Good job Moncton! You have demonstrated how achievement is realized by doing what can be done and not whining about what can't.
All right Moncton, this was your week to shine
By CHRIS COCHRANE Sports Columnist
Mon, Sep 27 - 7:15 AM
Fans display an Atlantic Schooners banner at the CFL game at Moncton Stadium on Sunday. The Halifax-based team was to join the CFL in the 1980s but never played a game because funding could not be secured for a stadium. (ANDREW VAUGHAN / CP)
How many shots to the face can CFL football fans in Halifax take before they finally say "enough is enough"?
I think we’re reaching that saturation point.
The city received conditional entry into the CFL way back in 1984 but funding fell through and the Atlantic Schooners project was eventually abandoned. Since then, for the past quarter century, there has been little good news for Halifax on the CFL front.

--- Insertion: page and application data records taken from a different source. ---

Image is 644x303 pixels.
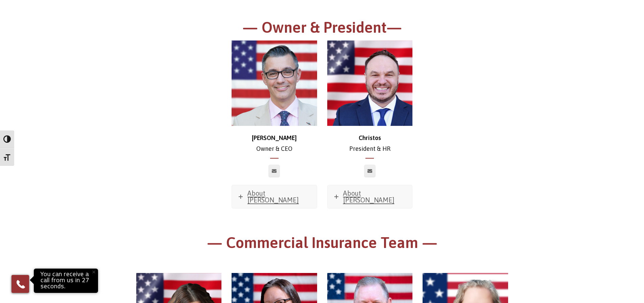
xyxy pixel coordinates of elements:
[327,40,413,126] img: Christos_500x500
[252,135,297,141] strong: [PERSON_NAME]
[136,18,508,41] h1: — Owner & President—
[136,233,508,256] h1: — Commercial Insurance Team —
[328,185,413,208] a: About [PERSON_NAME]
[16,279,26,290] img: Phone icon
[231,40,317,126] img: chris-500x500 (1)
[343,189,394,204] span: About [PERSON_NAME]
[247,189,299,204] span: About [PERSON_NAME]
[232,185,317,208] a: About [PERSON_NAME]
[327,133,413,155] p: President & HR
[36,271,96,292] p: You can receive a call from us in 27 seconds.
[86,265,101,279] button: Close
[359,135,381,141] strong: Christos
[231,133,317,155] p: Owner & CEO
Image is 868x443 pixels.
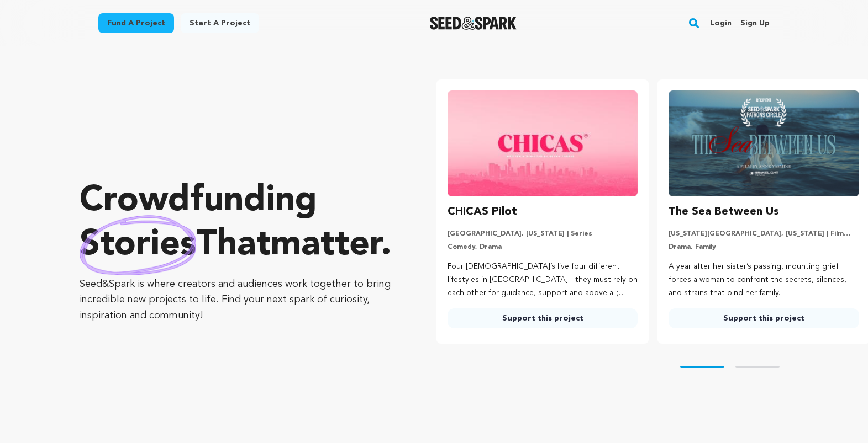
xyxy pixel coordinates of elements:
[79,180,392,268] p: Crowdfunding that .
[79,215,196,276] img: hand sketched image
[668,260,859,300] p: A year after her sister’s passing, mounting grief forces a woman to confront the secrets, silence...
[447,90,638,196] img: CHICAS Pilot image
[447,203,517,220] h3: CHICAS Pilot
[430,17,516,30] a: Seed&Spark Homepage
[668,203,779,220] h3: The Sea Between Us
[447,230,638,239] p: [GEOGRAPHIC_DATA], [US_STATE] | Series
[668,90,859,196] img: The Sea Between Us image
[447,243,638,252] p: Comedy, Drama
[430,17,516,30] img: Seed&Spark Logo Dark Mode
[668,243,859,252] p: Drama, Family
[740,15,770,32] a: Sign up
[181,13,259,33] a: Start a project
[710,15,731,32] a: Login
[79,276,392,324] p: Seed&Spark is where creators and audiences work together to bring incredible new projects to life...
[447,308,638,328] a: Support this project
[447,260,638,300] p: Four [DEMOGRAPHIC_DATA]’s live four different lifestyles in [GEOGRAPHIC_DATA] - they must rely on...
[271,228,381,263] span: matter
[98,13,174,33] a: Fund a project
[668,230,859,239] p: [US_STATE][GEOGRAPHIC_DATA], [US_STATE] | Film Short
[668,308,859,328] a: Support this project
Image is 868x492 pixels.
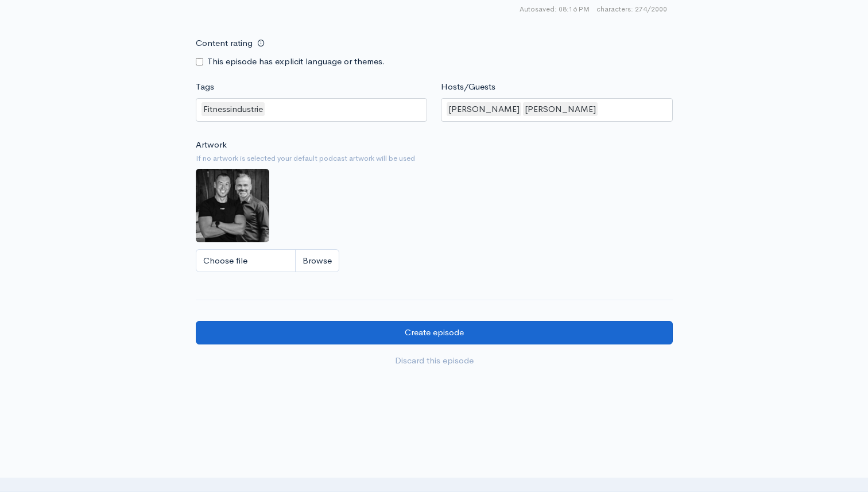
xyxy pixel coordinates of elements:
label: This episode has explicit language or themes. [207,55,386,68]
span: 274/2000 [597,4,668,15]
label: Content rating [196,32,253,55]
div: [PERSON_NAME] [523,102,598,117]
div: Fitnessindustrie [201,102,265,117]
label: Hosts/Guests [441,80,496,93]
a: Discard this episode [196,349,673,373]
input: Create episode [196,321,673,344]
span: Autosaved: 08:16 PM [520,4,590,15]
label: Tags [196,80,214,93]
small: If no artwork is selected your default podcast artwork will be used [196,153,673,164]
div: [PERSON_NAME] [446,102,521,117]
label: Artwork [196,138,227,151]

This past week, the CFL cause, and Halifax football in general, lost a little more stature.
It started with the official word that the next three Uteck Bowls, the Canadian Interuniversity Sport semifinal named after late former Saint Mary’s University coach Larry Uteck, will move from Halifax to Moncton.
Why? Huskies Stadium has seen better days. Moncton has a new one that can be expanded to seat 20,000 fans and Atlantic University Sport is trying to get a new football program started at the university there.
A second downer for Halifax football fans came Saturday.
Mount Allison University, an admittedly once-great AUS football franchise but in recent seasons a team that annually struggled to avoid the Atlantic Conference basement, upset the Saint Mary’s Huskies. In fact, it was the third consecutive loss for the now last-place Huskies, the team that is annually favoured to win the Atlantic Conference.
The Mounties’ win over the Huskies was a neutral-site game. Where did this gigantic upset take place? Hey, it could have been Sydney, perhaps Charlottetown. But no, it had to be in Moncton, this week’s centre of the universe for Maritime football.
And that brings us to Moncton’s coup de grace on the pro-football front, the biggest football victory in a week of significant Moncton football wins — Sunday’s sold-out Touchdown Atlantic, with more than 20,000 fans gathered in Moncton’s new stadium to watch the Edmonton Eskimos tackle the Toronto Argonauts in a regular season CFL game.
TSN’s pre-game show was filled with glowing comments about Moncton’s can-do attitude and the possibility of it someday getting a CFL team. The broadcast did a good job of creating a pathway in the national psyche that if a CFL team does ever come this way, Moncton is the leading and maybe ideal choice.
It was the type of publicity that the most ardent and wealthy supporters of a cause couldn’t have purchased.
Where does all this pro-Moncton CFL sentiment leave Halifax? Basically, Halifax is where it has been for a too long — watching from the sidelines. The city still has no stadium, has no plan that it has shared with the public to get a stadium and, even in Sunday’s TSN game broadcast, there seemed to be surprise at Halifax’s seeming indifference to the CFL.
That indifference has become one of the greatest assets in the Moncton charge.
But Halifax’s surrender need not be permanent. Remember, any eventual CFL move to the East Coast, something the league has wanted for a long time, remains a long-term project. So there is plenty of time to jockey for position.
First, there will be more CFL experiments in Moncton to ensure that the attraction isn’t simply a short-term infatuation.
Then there will have to be talk about expensive, increased permanent seating to make the stadium meet CFL minimum requirements. And, in what’s often the most difficult challenge, some millionaire investor or corporation has to put down the money to join the league and sustain a franchise.
Halifax isn’t out of the picture, although the attitude here needs a major realignment for the city to become a genuine player. But even the strongest proponents of the CFL-for-Halifax effort must concede that this was definitely Moncton’s week to shine.